Originally posted by: Jerry Ice 33
I would do close to what a Southpoint does. But I'd not reduce slot club points like they did, wouldn't start skimping on the promos like they have and I'd keep food prices a little closer to where they had them maybe a few years ago. Don't cater to high rollers. Keep the bowlers, locals and sports conventions coming in the door and keep table minimums around $10. (there just aren't many out there like that anymore; why do you want to be like everybody else?)
OK, I'm sure there are a few positive EV players that squeak out a small profit over time. So what! The place is packed. They seem to do it all on massive volume instead of gouging the gambler. Stay true to that; don't go the other way now.
Now I know what some of you will say. They can do those three things above and keep the place packed. You may not be wrong about that and I'm sure that is what the casino mgmt is thinking in regards to those changes. But it has to take a toll at least a little bit on their customer base. I, for one, have started giving them less action and not staying there as often. There must be others.
I was an AP back in the "golden era of VP"--the 90s and the 00s. But I was late to the party, as I really didn't start doing that in earnest until 2003, at which time opportunities were already starting to dry up. We were starting to see absolute freakouts by many casinos about ,25 FPDW players. They were TERRIFIED that maybe the card counter era was coming back, or something. They went full nutso, surveiling VP players, canceling players' club cards left and right without warning--the El Co and Orleans were notorious for that. If you played only on point multiplier days at Boyd, Stations, et al., your players' club membership was no more.
Most people aren't aware of this, but a well-known local pro named Slob Prancer was hired by the Orleans, and later, other casinos, to help them identify VP APs. Hundreds were identified and many were banned.
And all this effort--for what? For what? To stop people from playing a game that would net them $7 an hour if they played it fast and perfectly? It's quite reminiscent of when the casinos turned blackjack into shitjack because the bosses were seeing card counter ghosts underneath their beds.
The next group targeted was those who managed to show a profit from mailers and promos. The massive efforts to squelch that resulted in the alienation of thousands of ploppies for whom the bennies increased their paybacks from 90% to 91%. They got their monthly mailers with $5 free play and never came back.
So I'm saying, I totally agree with you. Let people win. Give them good deals. Some people may figure out a way to gain a modest advantage. Don't massacre everything that's a good deal just to stop those $7 an hour pillagers and looters.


WHAT IS NEEDED: Write the entries out exactly. Any images they hold stay out of the copy.

Dataset listings of figures:
=-=-=-=-=

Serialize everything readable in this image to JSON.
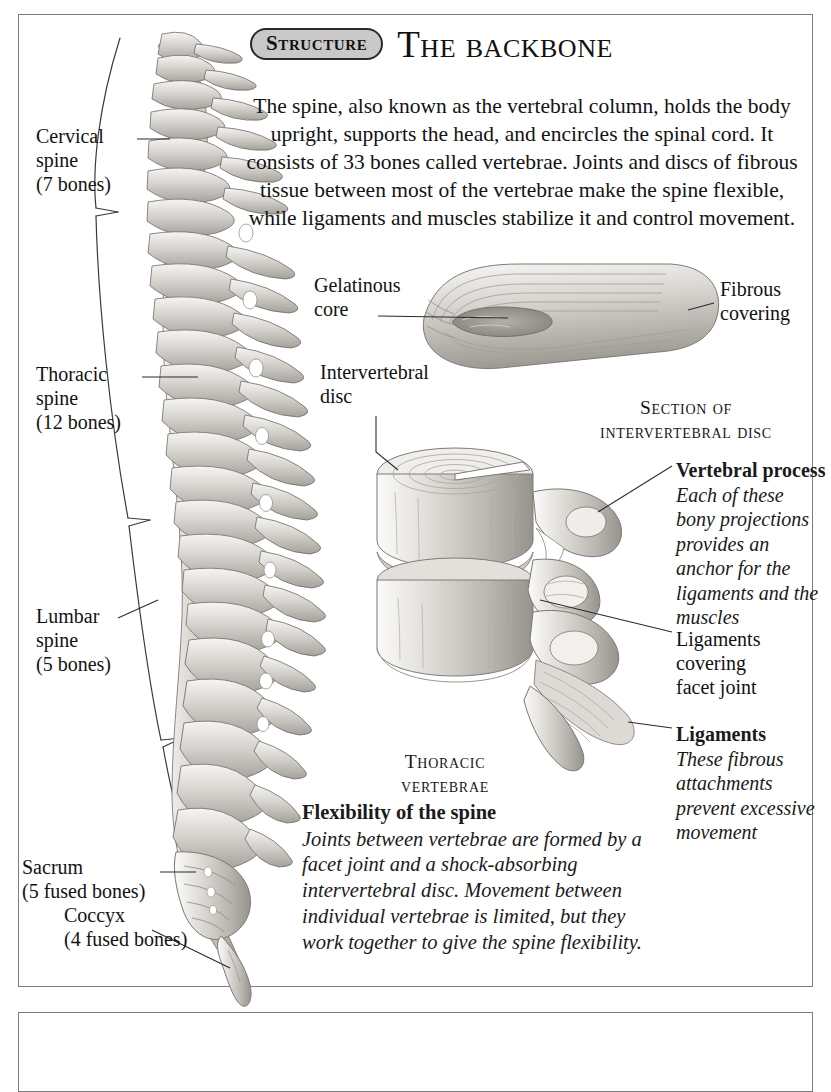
{
  "header": {
    "badge": "Structure",
    "title": "The backbone"
  },
  "intro": "The spine, also known as the vertebral column, holds the body upright, supports the head, and encircles the spinal cord. It consists of 33 bones called vertebrae. Joints and discs of fibrous tissue between most of the vertebrae make the spine flexible, while ligaments and muscles stabilize it and control movement.",
  "spine_labels": {
    "cervical": {
      "line1": "Cervical",
      "line2": "spine",
      "line3": "(7 bones)"
    },
    "thoracic": {
      "line1": "Thoracic",
      "line2": "spine",
      "line3": "(12 bones)"
    },
    "lumbar": {
      "line1": "Lumbar",
      "line2": "spine",
      "line3": "(5 bones)"
    },
    "sacrum": {
      "line1": "Sacrum",
      "line2": "(5 fused bones)"
    },
    "coccyx": {
      "line1": "Coccyx",
      "line2": "(4 fused bones)"
    }
  },
  "disc_diagram": {
    "gelatinous_core": {
      "line1": "Gelatinous",
      "line2": "core"
    },
    "fibrous_covering": {
      "line1": "Fibrous",
      "line2": "covering"
    },
    "caption": {
      "line1": "Section of",
      "line2": "intervertebral disc"
    }
  },
  "vertebrae_diagram": {
    "intervertebral_disc": {
      "line1": "Intervertebral",
      "line2": "disc"
    },
    "caption": {
      "line1": "Thoracic",
      "line2": "vertebrae"
    },
    "vertebral_process": {
      "title": "Vertebral process",
      "body": "Each of these bony projections provides an anchor for the ligaments and the muscles"
    },
    "ligaments_facet": {
      "line1": "Ligaments",
      "line2": "covering",
      "line3": "facet joint"
    },
    "ligaments_fibrous": {
      "title": "Ligaments",
      "body": "These fibrous attachments prevent excessive movement"
    }
  },
  "flexibility": {
    "title": "Flexibility of the spine",
    "body": "Joints between vertebrae are formed by a facet joint and a shock-absorbing intervertebral disc. Movement between individual vertebrae is limited, but they work together to give the spine flexibility."
  },
  "colors": {
    "border": "#7d7d7d",
    "badge_fill": "#c9c9c9",
    "text": "#121212",
    "bone_light": "#e9e7e4",
    "bone_mid": "#c5c2bd",
    "bone_dark": "#9b9792"
  }
}
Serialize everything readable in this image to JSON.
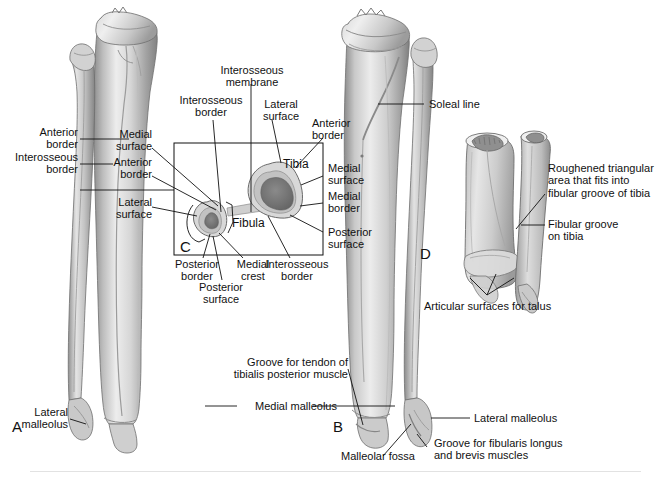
{
  "figure": {
    "panels": [
      {
        "letter": "A",
        "name": "anterior-view"
      },
      {
        "letter": "B",
        "name": "posterior-view"
      },
      {
        "letter": "C",
        "name": "cross-section"
      },
      {
        "letter": "D",
        "name": "distal-tibiofibular-joint"
      }
    ]
  },
  "colors": {
    "bone_light": "#e8e8e8",
    "bone_mid": "#c6c6c6",
    "bone_dark": "#9a9a9a",
    "bone_shadow": "#7d7d7d",
    "marrow": "#7a7a7a",
    "cortex": "#d5d5d5",
    "leader": "#111111",
    "text": "#111111",
    "footer_rule": "#e2e2e2"
  },
  "panel_a": {
    "letter": "A",
    "labels": [
      {
        "text": "Anterior\nborder",
        "name": "label-anterior-border"
      },
      {
        "text": "Interosseous\nborder",
        "name": "label-interosseous-border"
      },
      {
        "text": "Lateral\nmalleolus",
        "name": "label-lateral-malleolus"
      }
    ]
  },
  "panel_b": {
    "letter": "B",
    "labels": [
      {
        "text": "Soleal line",
        "name": "label-soleal-line"
      },
      {
        "text": "Groove for tendon of\ntibialis posterior muscle",
        "name": "label-groove-tibialis-posterior"
      },
      {
        "text": "Medial malleolus",
        "name": "label-medial-malleolus"
      },
      {
        "text": "Lateral malleolus",
        "name": "label-lateral-malleolus-b"
      },
      {
        "text": "Malleolar fossa",
        "name": "label-malleolar-fossa"
      },
      {
        "text": "Groove for fibularis longus\nand brevis muscles",
        "name": "label-groove-fibularis"
      }
    ]
  },
  "panel_c": {
    "letter": "C",
    "bone_labels": [
      {
        "text": "Tibia",
        "name": "label-tibia"
      },
      {
        "text": "Fibula",
        "name": "label-fibula"
      }
    ],
    "labels_top": [
      {
        "text": "Interosseous\nmembrane",
        "name": "label-interosseous-membrane"
      },
      {
        "text": "Interosseous\nborder",
        "name": "label-interosseous-border-top"
      },
      {
        "text": "Lateral\nsurface",
        "name": "label-lateral-surface-top"
      },
      {
        "text": "Anterior\nborder",
        "name": "label-anterior-border-right"
      }
    ],
    "labels_left": [
      {
        "text": "Medial\nsurface",
        "name": "label-medial-surface-left"
      },
      {
        "text": "Anterior\nborder",
        "name": "label-anterior-border-left"
      },
      {
        "text": "Lateral\nsurface",
        "name": "label-lateral-surface-left"
      }
    ],
    "labels_right": [
      {
        "text": "Medial\nsurface",
        "name": "label-medial-surface-right"
      },
      {
        "text": "Medial\nborder",
        "name": "label-medial-border-right"
      },
      {
        "text": "Posterior\nsurface",
        "name": "label-posterior-surface-right"
      }
    ],
    "labels_bottom": [
      {
        "text": "Posterior\nborder",
        "name": "label-posterior-border"
      },
      {
        "text": "Posterior\nsurface",
        "name": "label-posterior-surface-bottom"
      },
      {
        "text": "Medial\ncrest",
        "name": "label-medial-crest"
      },
      {
        "text": "Interosseous\nborder",
        "name": "label-interosseous-border-bottom"
      }
    ]
  },
  "panel_d": {
    "letter": "D",
    "labels": [
      {
        "text": "Roughened triangular\narea that fits into\nfibular groove of tibia",
        "name": "label-roughened-triangular-area"
      },
      {
        "text": "Fibular groove\non tibia",
        "name": "label-fibular-groove-on-tibia"
      },
      {
        "text": "Articular surfaces for talus",
        "name": "label-articular-surfaces-for-talus"
      }
    ]
  }
}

=-=-=-=-=

RESPONSE TO THIS EXERCISE:
Serialize everything readable in this image to JSON.
{
  "header": {
    "badge": "Structure",
    "title": "The backbone"
  },
  "intro": "The spine, also known as the vertebral column, holds the body upright, supports the head, and encircles the spinal cord. It consists of 33 bones called vertebrae. Joints and discs of fibrous tissue between most of the vertebrae make the spine flexible, while ligaments and muscles stabilize it and control movement.",
  "spine_labels": {
    "cervical": {
      "line1": "Cervical",
      "line2": "spine",
      "line3": "(7 bones)"
    },
    "thoracic": {
      "line1": "Thoracic",
      "line2": "spine",
      "line3": "(12 bones)"
    },
    "lumbar": {
      "line1": "Lumbar",
      "line2": "spine",
      "line3": "(5 bones)"
    },
    "sacrum": {
      "line1": "Sacrum",
      "line2": "(5 fused bones)"
    },
    "coccyx": {
      "line1": "Coccyx",
      "line2": "(4 fused bones)"
    }
  },
  "disc_diagram": {
    "gelatinous_core": {
      "line1": "Gelatinous",
      "line2": "core"
    },
    "fibrous_covering": {
      "line1": "Fibrous",
      "line2": "covering"
    },
    "caption": {
      "line1": "Section of",
      "line2": "intervertebral disc"
    }
  },
  "vertebrae_diagram": {
    "intervertebral_disc": {
      "line1": "Intervertebral",
      "line2": "disc"
    },
    "caption": {
      "line1": "Thoracic",
      "line2": "vertebrae"
    },
    "vertebral_process": {
      "title": "Vertebral process",
      "body": "Each of these bony projections provides an anchor for the ligaments and the muscles"
    },
    "ligaments_facet": {
      "line1": "Ligaments",
      "line2": "covering",
      "line3": "facet joint"
    },
    "ligaments_fibrous": {
      "title": "Ligaments",
      "body": "These fibrous attachments prevent excessive movement"
    }
  },
  "flexibility": {
    "title": "Flexibility of the spine",
    "body": "Joints between vertebrae are formed by a facet joint and a shock-absorbing intervertebral disc. Movement between individual vertebrae is limited, but they work together to give the spine flexibility."
  },
  "colors": {
    "border": "#7d7d7d",
    "badge_fill": "#c9c9c9",
    "text": "#121212",
    "bone_light": "#e9e7e4",
    "bone_mid": "#c5c2bd",
    "bone_dark": "#9b9792"
  }
}
Serialize everything readable in this image to JSON.
{
  "figure": {
    "panels": [
      {
        "letter": "A",
        "name": "anterior-view"
      },
      {
        "letter": "B",
        "name": "posterior-view"
      },
      {
        "letter": "C",
        "name": "cross-section"
      },
      {
        "letter": "D",
        "name": "distal-tibiofibular-joint"
      }
    ]
  },
  "colors": {
    "bone_light": "#e8e8e8",
    "bone_mid": "#c6c6c6",
    "bone_dark": "#9a9a9a",
    "bone_shadow": "#7d7d7d",
    "marrow": "#7a7a7a",
    "cortex": "#d5d5d5",
    "leader": "#111111",
    "text": "#111111",
    "footer_rule": "#e2e2e2"
  },
  "panel_a": {
    "letter": "A",
    "labels": [
      {
        "text": "Anterior\nborder",
        "name": "label-anterior-border"
      },
      {
        "text": "Interosseous\nborder",
        "name": "label-interosseous-border"
      },
      {
        "text": "Lateral\nmalleolus",
        "name": "label-lateral-malleolus"
      }
    ]
  },
  "panel_b": {
    "letter": "B",
    "labels": [
      {
        "text": "Soleal line",
        "name": "label-soleal-line"
      },
      {
        "text": "Groove for tendon of\ntibialis posterior muscle",
        "name": "label-groove-tibialis-posterior"
      },
      {
        "text": "Medial malleolus",
        "name": "label-medial-malleolus"
      },
      {
        "text": "Lateral malleolus",
        "name": "label-lateral-malleolus-b"
      },
      {
        "text": "Malleolar fossa",
        "name": "label-malleolar-fossa"
      },
      {
        "text": "Groove for fibularis longus\nand brevis muscles",
        "name": "label-groove-fibularis"
      }
    ]
  },
  "panel_c": {
    "letter": "C",
    "bone_labels": [
      {
        "text": "Tibia",
        "name": "label-tibia"
      },
      {
        "text": "Fibula",
        "name": "label-fibula"
      }
    ],
    "labels_top": [
      {
        "text": "Interosseous\nmembrane",
        "name": "label-interosseous-membrane"
      },
      {
        "text": "Interosseous\nborder",
        "name": "label-interosseous-border-top"
      },
      {
        "text": "Lateral\nsurface",
        "name": "label-lateral-surface-top"
      },
      {
        "text": "Anterior\nborder",
        "name": "label-anterior-border-right"
      }
    ],
    "labels_left": [
      {
        "text": "Medial\nsurface",
        "name": "label-medial-surface-left"
      },
      {
        "text": "Anterior\nborder",
        "name": "label-anterior-border-left"
      },
      {
        "text": "Lateral\nsurface",
        "name": "label-lateral-surface-left"
      }
    ],
    "labels_right": [
      {
        "text": "Medial\nsurface",
        "name": "label-medial-surface-right"
      },
      {
        "text": "Medial\nborder",
        "name": "label-medial-border-right"
      },
      {
        "text": "Posterior\nsurface",
        "name": "label-posterior-surface-right"
      }
    ],
    "labels_bottom": [
      {
        "text": "Posterior\nborder",
        "name": "label-posterior-border"
      },
      {
        "text": "Posterior\nsurface",
        "name": "label-posterior-surface-bottom"
      },
      {
        "text": "Medial\ncrest",
        "name": "label-medial-crest"
      },
      {
        "text": "Interosseous\nborder",
        "name": "label-interosseous-border-bottom"
      }
    ]
  },
  "panel_d": {
    "letter": "D",
    "labels": [
      {
        "text": "Roughened triangular\narea that fits into\nfibular groove of tibia",
        "name": "label-roughened-triangular-area"
      },
      {
        "text": "Fibular groove\non tibia",
        "name": "label-fibular-groove-on-tibia"
      },
      {
        "text": "Articular surfaces for talus",
        "name": "label-articular-surfaces-for-talus"
      }
    ]
  }
}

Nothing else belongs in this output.